ABOUT THIS TASK - Leave the pictures out and restate each entry below word for word.
══ GIVEN DATA
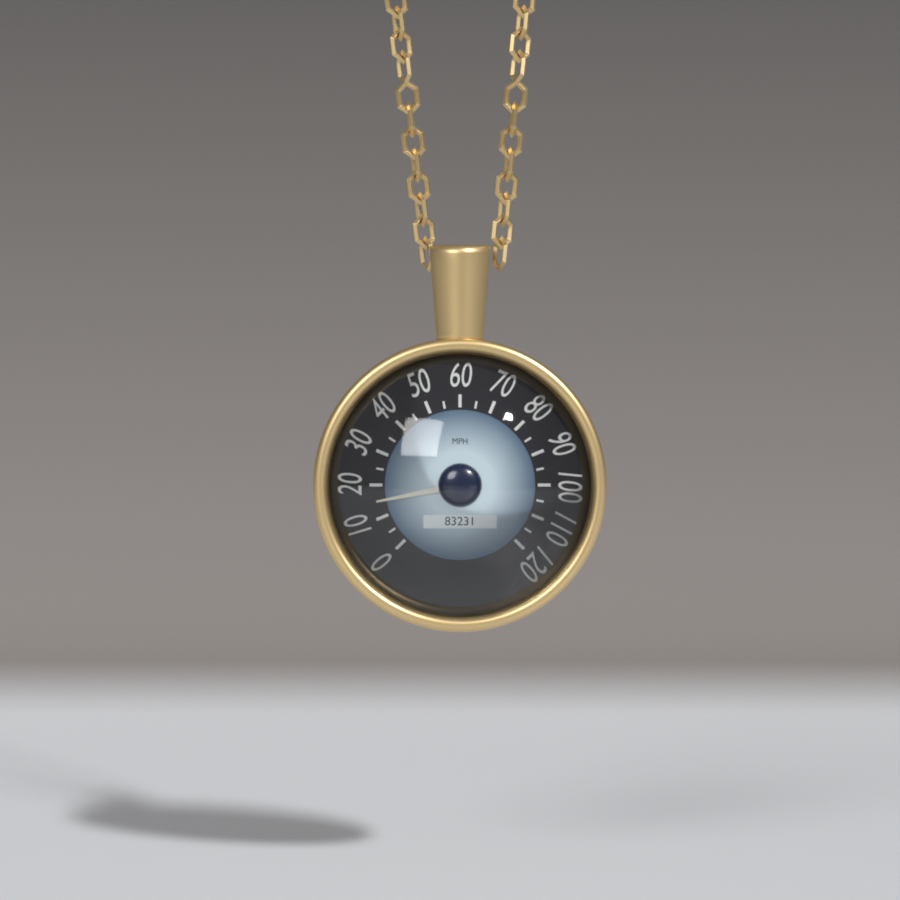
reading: 15 mph
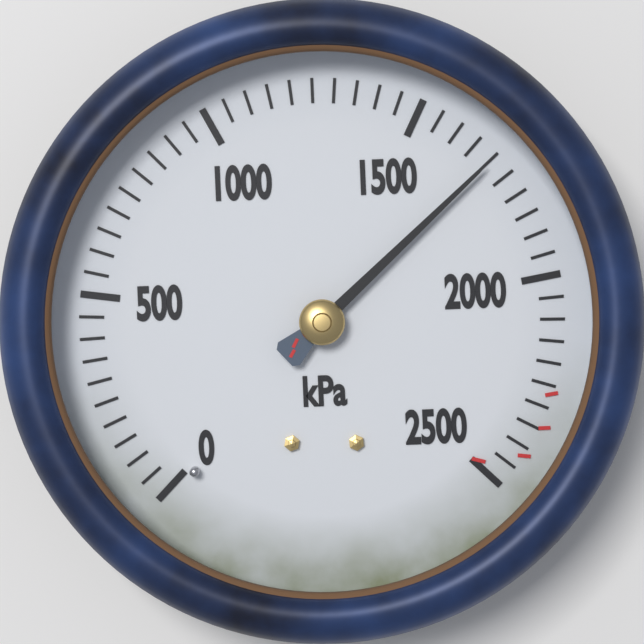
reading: 1700 kPa
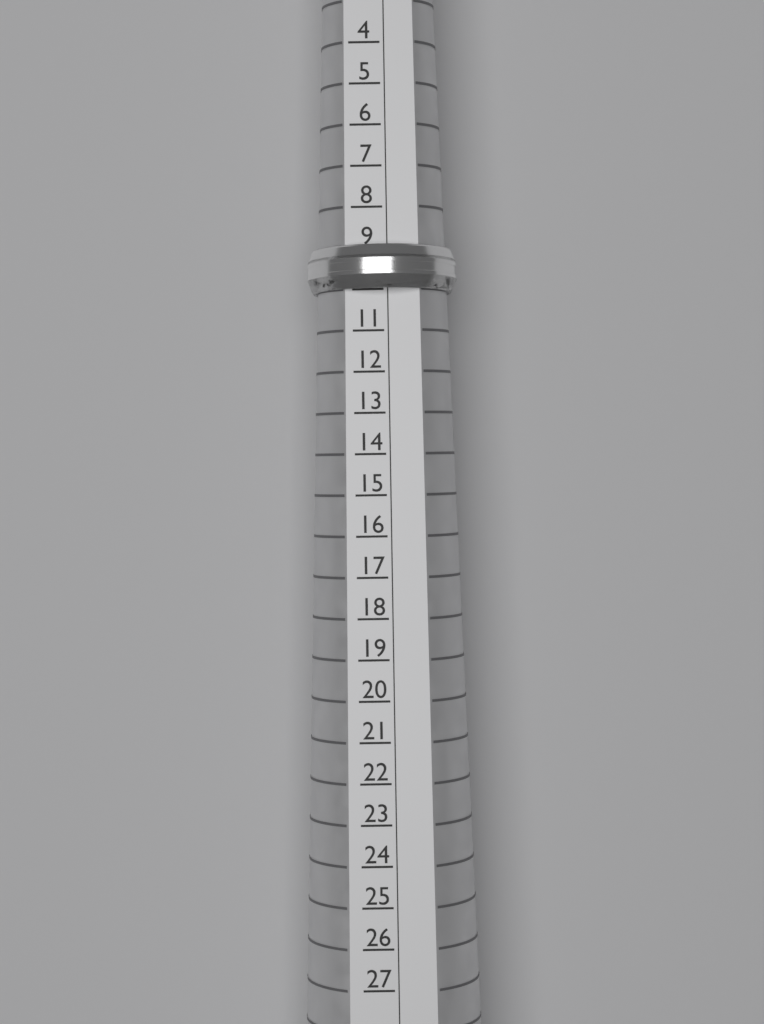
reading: 10 (no unit)
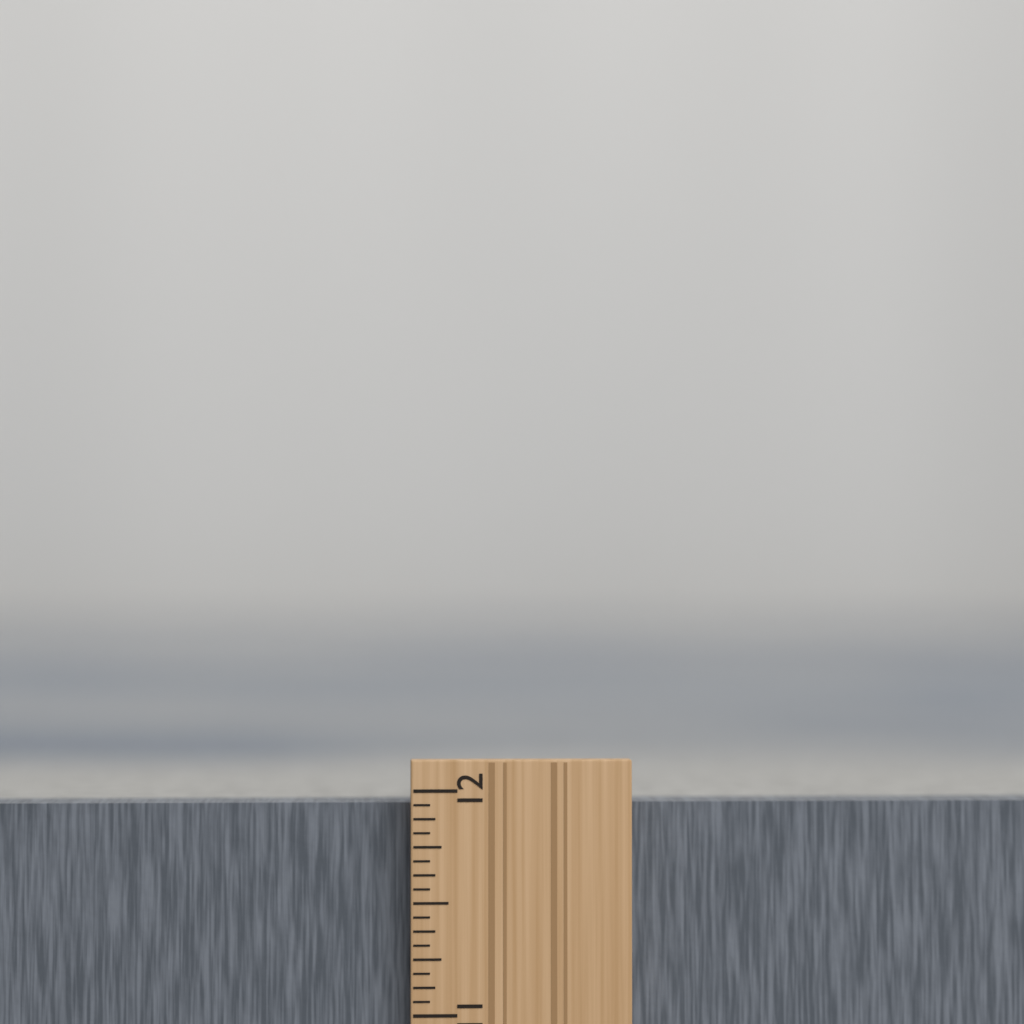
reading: 11.9375 in
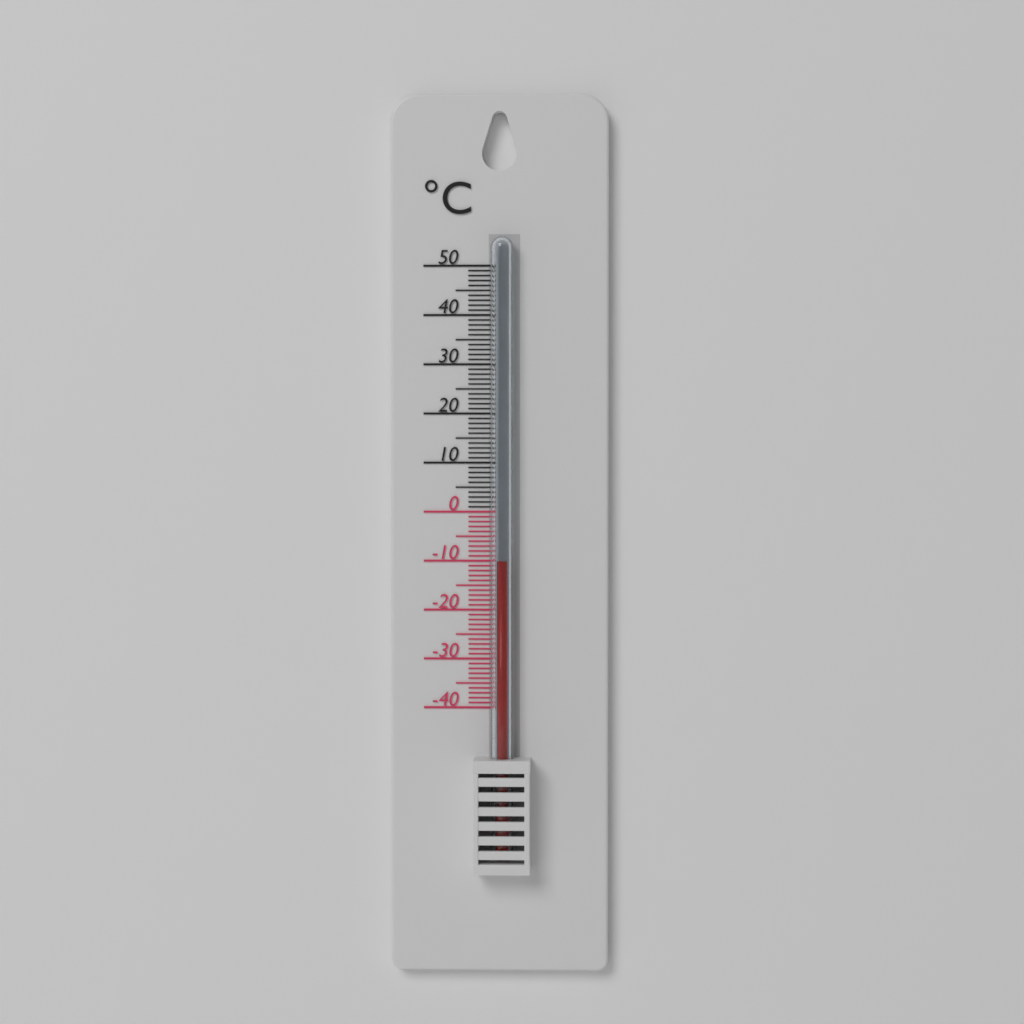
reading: -10 °C
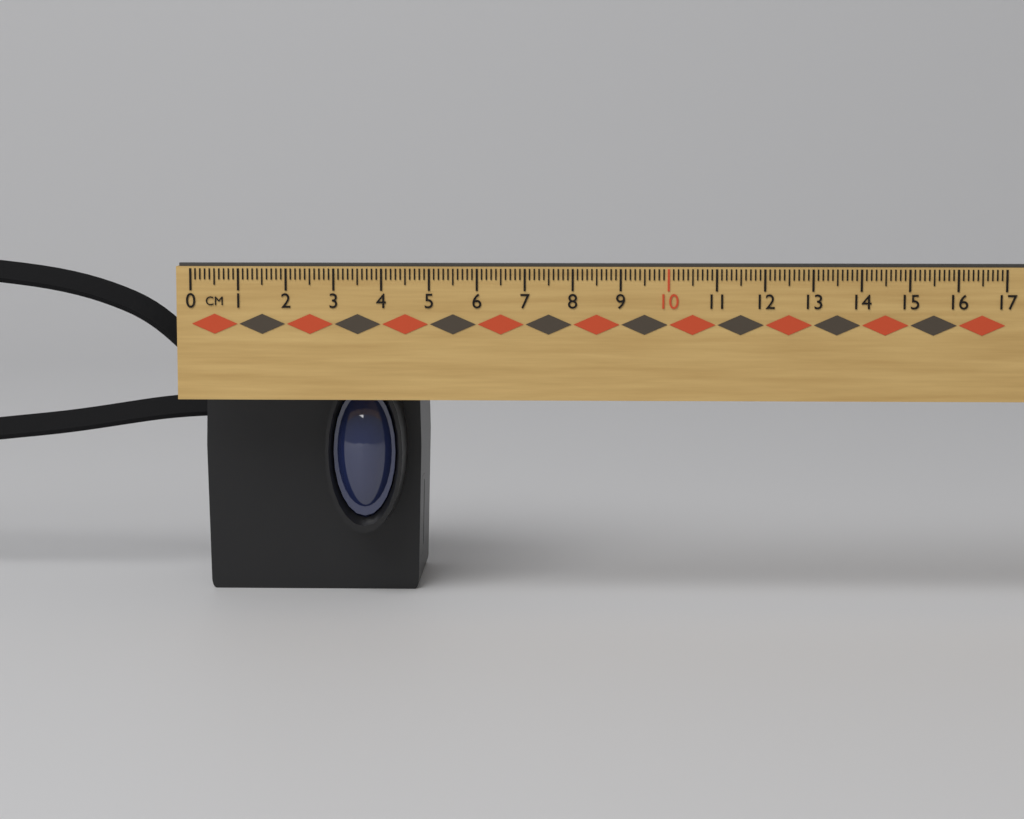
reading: 4.7 cm
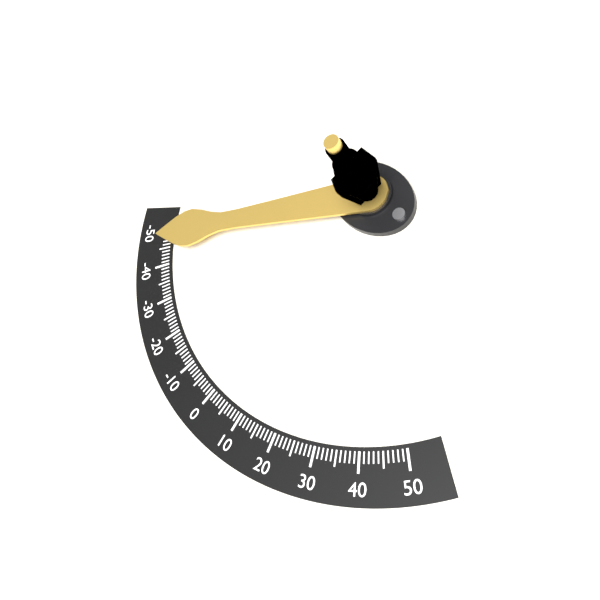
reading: -48 (no unit)
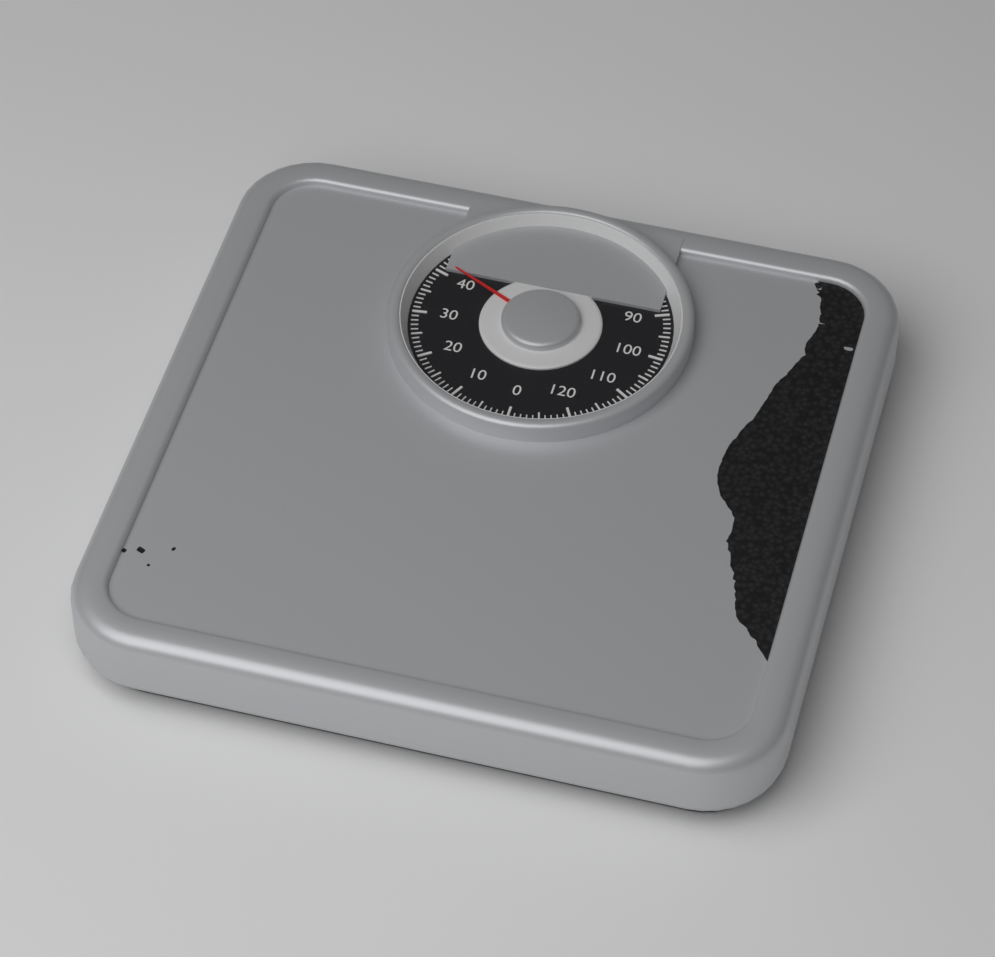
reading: 42 kg
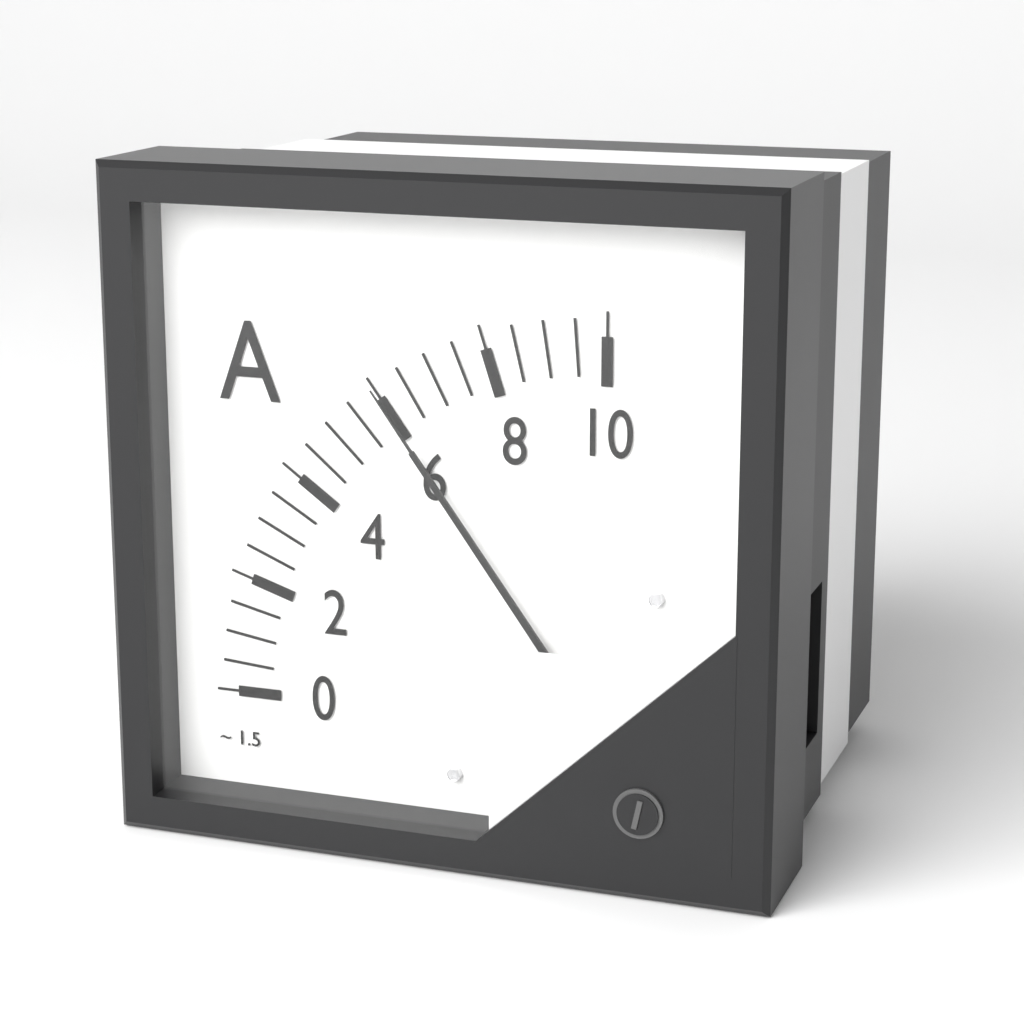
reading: 6.0 A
════
OUTPUT -
reading: 15 mph
reading: 1700 kPa
reading: 10 (no unit)
reading: 11.9375 in
reading: -10 °C
reading: 4.7 cm
reading: -48 (no unit)
reading: 42 kg
reading: 6.0 A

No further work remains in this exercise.